*** SOURCE INFORMATION Section Begins ***
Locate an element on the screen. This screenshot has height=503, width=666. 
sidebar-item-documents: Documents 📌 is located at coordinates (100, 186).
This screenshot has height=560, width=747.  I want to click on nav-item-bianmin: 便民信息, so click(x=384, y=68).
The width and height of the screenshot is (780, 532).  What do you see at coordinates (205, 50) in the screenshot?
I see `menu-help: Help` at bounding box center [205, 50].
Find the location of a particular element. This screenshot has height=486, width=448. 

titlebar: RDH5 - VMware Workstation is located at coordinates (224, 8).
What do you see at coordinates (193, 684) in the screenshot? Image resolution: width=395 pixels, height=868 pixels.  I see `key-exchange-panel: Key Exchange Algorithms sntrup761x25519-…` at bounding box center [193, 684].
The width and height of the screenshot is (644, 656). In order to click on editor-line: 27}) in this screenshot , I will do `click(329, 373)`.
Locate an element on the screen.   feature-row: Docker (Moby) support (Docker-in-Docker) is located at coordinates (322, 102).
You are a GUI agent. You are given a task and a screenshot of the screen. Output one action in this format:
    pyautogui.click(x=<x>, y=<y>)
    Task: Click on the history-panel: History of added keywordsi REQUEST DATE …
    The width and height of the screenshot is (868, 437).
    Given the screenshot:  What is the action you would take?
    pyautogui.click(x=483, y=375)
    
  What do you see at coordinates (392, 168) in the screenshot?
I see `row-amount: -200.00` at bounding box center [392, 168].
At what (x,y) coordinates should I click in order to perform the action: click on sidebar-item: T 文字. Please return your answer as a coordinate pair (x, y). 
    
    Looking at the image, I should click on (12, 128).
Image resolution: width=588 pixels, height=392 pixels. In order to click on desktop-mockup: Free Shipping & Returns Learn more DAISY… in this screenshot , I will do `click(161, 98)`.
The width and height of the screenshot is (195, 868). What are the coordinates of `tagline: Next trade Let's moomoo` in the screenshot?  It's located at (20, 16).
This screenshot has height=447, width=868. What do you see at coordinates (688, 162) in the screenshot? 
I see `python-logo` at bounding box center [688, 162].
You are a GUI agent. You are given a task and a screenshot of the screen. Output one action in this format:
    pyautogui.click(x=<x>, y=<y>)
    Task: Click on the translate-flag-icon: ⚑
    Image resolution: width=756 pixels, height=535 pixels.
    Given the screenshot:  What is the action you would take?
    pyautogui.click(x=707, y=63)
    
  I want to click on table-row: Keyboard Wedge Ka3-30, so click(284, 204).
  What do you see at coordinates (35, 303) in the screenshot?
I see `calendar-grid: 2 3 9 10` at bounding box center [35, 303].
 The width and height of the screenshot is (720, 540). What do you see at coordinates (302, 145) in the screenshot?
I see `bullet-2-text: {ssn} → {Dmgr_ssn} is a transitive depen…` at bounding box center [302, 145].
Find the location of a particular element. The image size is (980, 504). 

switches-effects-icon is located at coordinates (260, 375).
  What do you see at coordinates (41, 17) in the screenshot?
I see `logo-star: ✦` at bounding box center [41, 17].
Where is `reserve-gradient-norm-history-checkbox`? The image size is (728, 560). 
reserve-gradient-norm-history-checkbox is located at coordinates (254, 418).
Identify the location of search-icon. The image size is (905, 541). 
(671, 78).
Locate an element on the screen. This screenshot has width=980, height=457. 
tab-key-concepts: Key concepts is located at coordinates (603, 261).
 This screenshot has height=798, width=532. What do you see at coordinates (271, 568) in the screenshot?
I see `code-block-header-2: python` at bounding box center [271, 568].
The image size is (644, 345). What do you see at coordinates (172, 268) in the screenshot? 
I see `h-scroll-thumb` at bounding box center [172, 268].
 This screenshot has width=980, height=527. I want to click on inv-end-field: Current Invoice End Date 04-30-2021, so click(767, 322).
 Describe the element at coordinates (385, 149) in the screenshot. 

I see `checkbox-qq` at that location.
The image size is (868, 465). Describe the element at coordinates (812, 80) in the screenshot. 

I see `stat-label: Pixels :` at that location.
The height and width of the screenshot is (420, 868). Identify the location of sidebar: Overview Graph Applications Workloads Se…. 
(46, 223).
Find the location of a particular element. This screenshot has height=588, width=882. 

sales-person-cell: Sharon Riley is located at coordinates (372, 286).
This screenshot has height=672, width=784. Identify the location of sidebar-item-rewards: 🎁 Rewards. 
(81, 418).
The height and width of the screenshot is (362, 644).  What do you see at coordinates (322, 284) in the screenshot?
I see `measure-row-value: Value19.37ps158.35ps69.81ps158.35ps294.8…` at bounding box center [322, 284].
*** SOURCE INFORMATION Section Ends ***
◆ WHAT YOU SHOULD DO
Where a line above holds the string "will", show that line.

◆ THE COMPLETED TASK
The width and height of the screenshot is (644, 656). In order to click on editor-line: 27}) in this screenshot , I will do `click(329, 373)`.
Image resolution: width=588 pixels, height=392 pixels. In order to click on desktop-mockup: Free Shipping & Returns Learn more DAISY… in this screenshot , I will do `click(161, 98)`.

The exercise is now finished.